I glared at him and said, “I hear folic acid and zinc are great for male…potency.”
He fumbled awkwardly with the gift card and then decided to shove it in the front pocket of his backpack. “Okay, well, duly noted. You could also just give me the fuck ton of vitamin bottles you’ve been sitting on the past few months.”
“I have to sit on something if I can’t sit on your face.” Although I thought I had only said that internally, it was out loud. This much I knew from the growing horror on his face.
“Erica…um, are you feeling all right today?”
“Oh. Yeah. I’m great. That was just a joke.” He blinked at me, unconvinced, so I added, “Ha. Ha. Ha.”

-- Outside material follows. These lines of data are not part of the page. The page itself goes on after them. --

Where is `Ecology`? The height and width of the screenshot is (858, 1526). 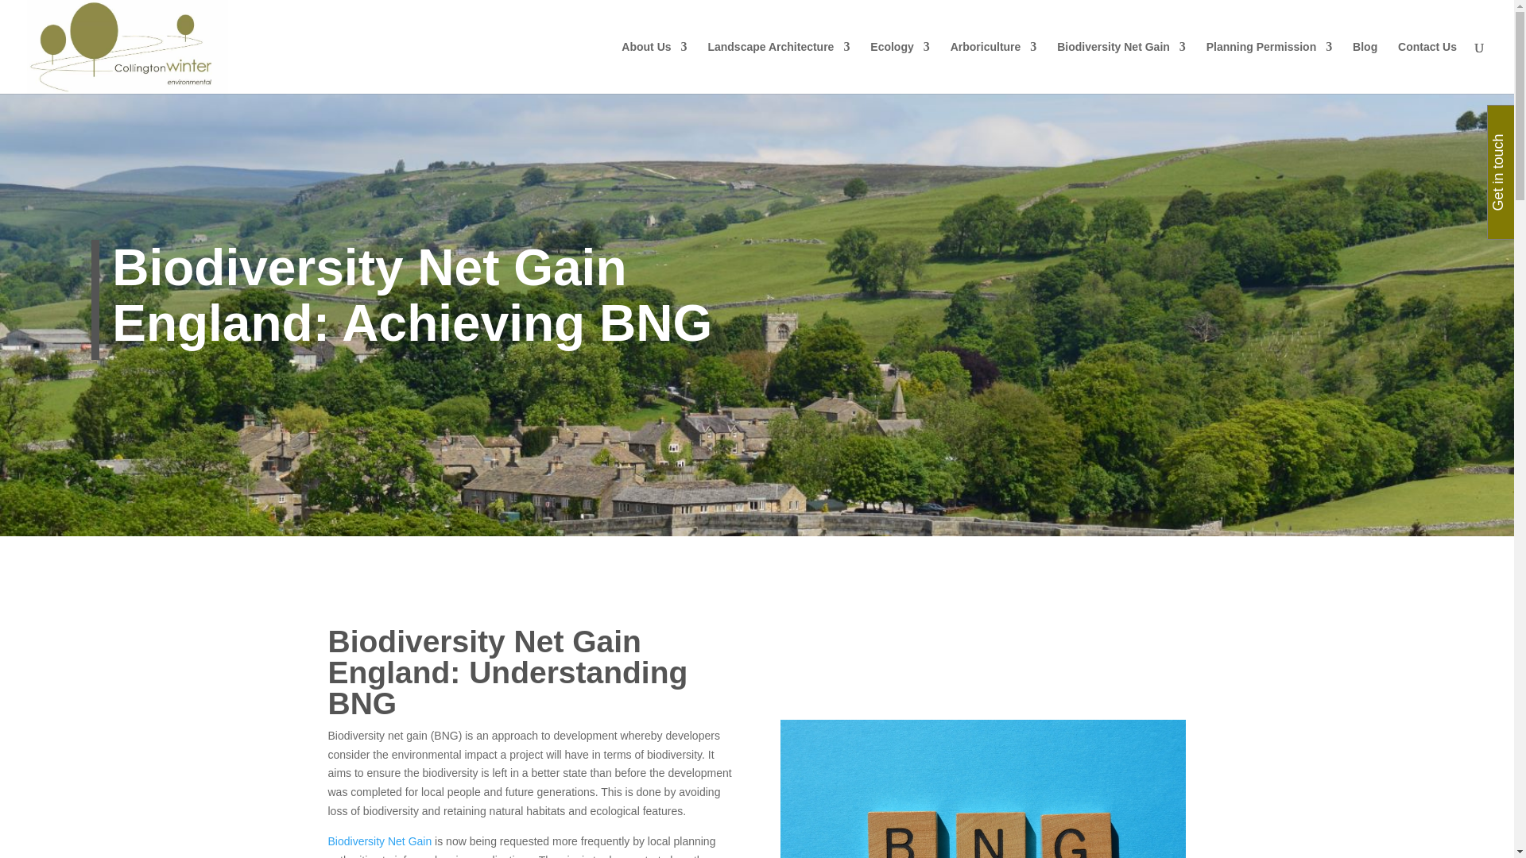 Ecology is located at coordinates (900, 67). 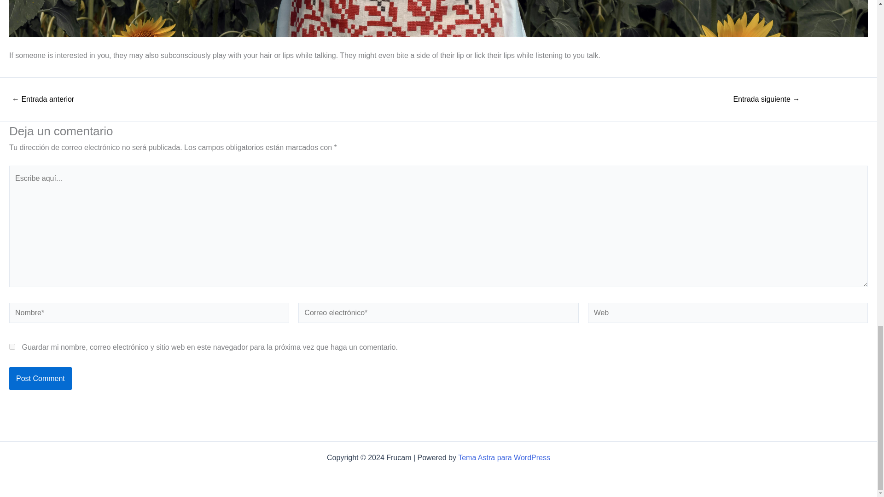 I want to click on Avoid Stereotypes in Dating Latinas: Avoid Stereotypes, so click(x=42, y=99).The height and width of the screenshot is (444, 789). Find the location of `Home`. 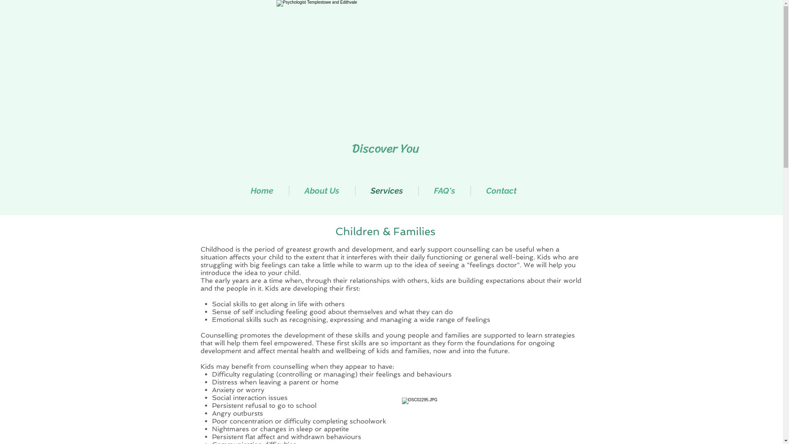

Home is located at coordinates (262, 191).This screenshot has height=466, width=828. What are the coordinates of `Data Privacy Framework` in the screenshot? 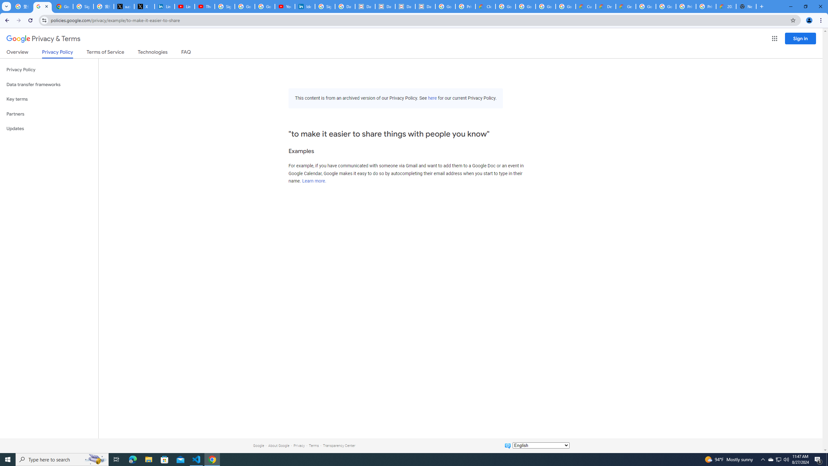 It's located at (386, 6).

“You know, it might not actually be a bad idea for you to take those vitamins again. Maybe you’re less loopy when you do.”
I nodded. “Sure. Maybe.”
Our rendezvous ended shortly thereafter. I had made it weird and uncomfortable, and he probably wanted to get back to boning Miss Hot Cunt. Once I was back at home, where I could be as weird as I wanted to be, I found myself reaching for the vitamins. Perhaps Teddy was right. I was less “loopy” when I embraced the modern equivalent of doling out Seconal to housewives as a panacea (which was ironic, since Seconal was designed to make you loopy as all get-out). Or maybe I just wanted Teddy to finally see me as someone worth taking notice of beyond the role of “kooky bestie,” and that listening to his advice would somehow assist with that. Either way, I think I’m really starting to see a difference since I’ve made a concerted effort to remember taking my vitamins daily again. My performance as a human is enhanced, I’m almost sure of it.